Beijing Seeks to Soothe Train Jitters

Three days after the deadly derailment of a high-speed train in Wenzhou, public anger is intensifying as people are not satisfied with the government’s response. From the Wall Street Journal:

Few new details emerged Monday on causes of the deadly collision, which sent four train cars plunging off a roughly 50-foot bridge and derailed two others. China’s Railways Ministry issued a public apology for the disaster, and Minister Sheng Guangzu announced a two-month safety campaign to step up maintenance and inspection work. Vice Premier Zhang Dejiang—the top official dispatched to the accident scene—vowed Sunday to conduct a “serious” and “honest” investigation and punish those responsible.

On Sina Weibo, the most popular of China’s Twitter-like microblogging services, the overwhelming majority of the roughly 65,000 people who had participated in an online poll as of Monday evening said they were “very dissatisfied” with the government’s response. “I eagerly await the U.S. Embassy asking for an explanation from the authorities—paying close attention!” wrote Weibo user jemmba. “Would it be possible to send the CIA or FBI over to investigate?” asked another user.

Also, from McClatchy Newspapers:

…After the accident Saturday, when one train rear-ended another, the government was forced to announce a full investigation and then on Tuesday to unveil a two-month, nationwide safety review of its railways.

Those measures did little to silence discontent, however. Some Chinese who are following the situation expressed doubts about the official explanation for the accident, that a freak lightning strike caused the lead train to stall, setting up a following train to plow into it.
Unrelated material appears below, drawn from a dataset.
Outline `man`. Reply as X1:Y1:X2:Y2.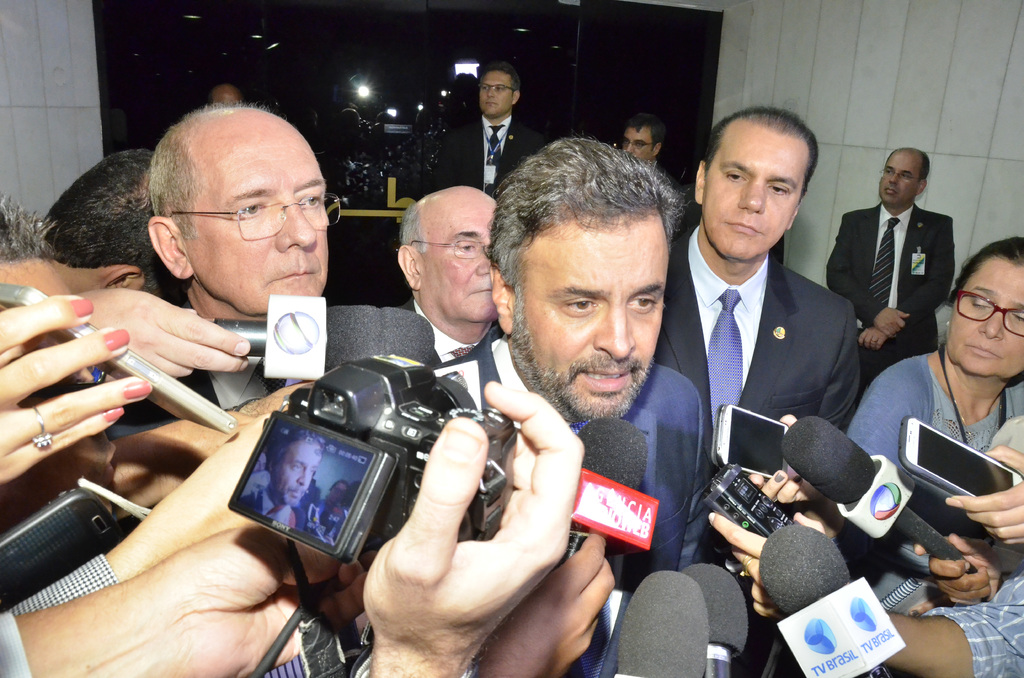
206:80:248:109.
Others have asked: Even if that was the case, why wasn’t the second train signaled to stop?

Beyond the specifics of the crash Saturday night in the coastal province of Zhejiang, there are broader concerns about corruption and mismanagement that have come to plague the Chinese Railways Ministry. Its former head, Liu Zhijun, was removed from his job in February after accusations that he’d taken kickbacks of more than $122 million.
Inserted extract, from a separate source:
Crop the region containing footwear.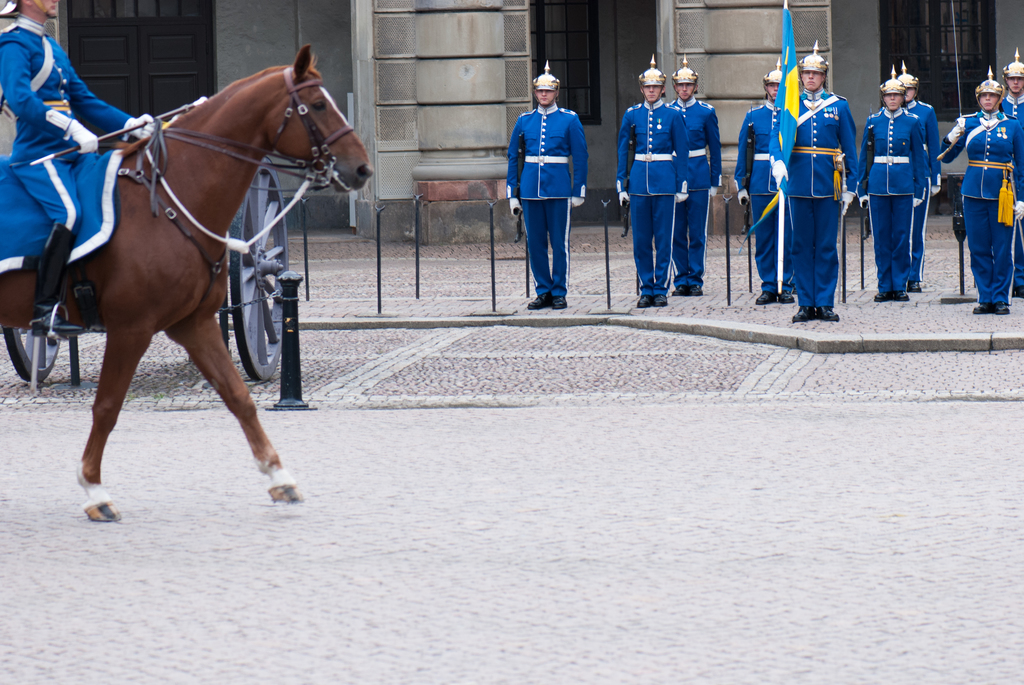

Suspicions that the bullet trains are at times unreliable were buttressed Tuesday when state media confirmed that more than 20 trains running on the brand-new Beijing to Shanghai route were delayed Monday because of power failures.
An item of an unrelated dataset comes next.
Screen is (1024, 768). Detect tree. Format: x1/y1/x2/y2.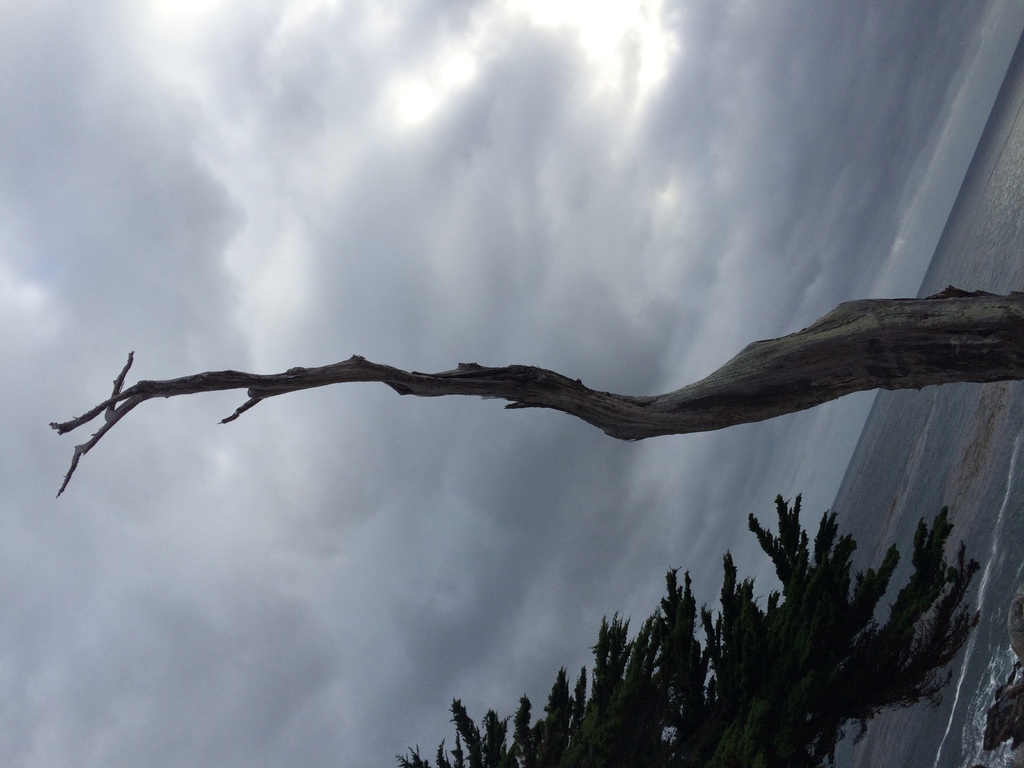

One cause of public anger was the government’s decision to crush and bury one of the engines, rather than carry out a full forensic investigation on it. Today, according to the Daily Yomiuri, the train was excavated and sent to a nearby station:

On Tuesday, a hydraulic excavator recovered the car, which will apparently be relocated to a nearby station.

According to state-run Xinhua News Agency, the Chinese State Council’s investigation committee has decided to take the carriages that had fallen from a viaduct in the crash to the Wenzhou West Station for investigation.

On Sunday, the day after the accident, Chinese authorities used heavy machinery to destroy part of the crushed carriage and buried the wreckage. This has been criticized as an attempt to destroy evidence.

Public outrage is being expressed on Sina Weibo, a microblog service, as many see the government fumbling its response. From the Wall Street Journal’s China Real Time blog:

Anger and skepticism that emerged quickly after Saturday’s collision of two bullet trains in eastern China—which killed at least 39 people dead and injured more than 192—has intensified as the government has drawn fire for not being forthcoming enough with information on the disaster. Much of the criticism played out on Sina Weibo, China’s most active Twitter-like microblogging site, where the accident on Tuesday remained the most discussed item for a third-straight day.

“In the eyes of the authorities, regular people will always be gullible three-year-old children,” Weibo user Yan Youming wrote Tuesday in one of thousands of new postings on the site that took the government to task for its opaque handling of the disaster.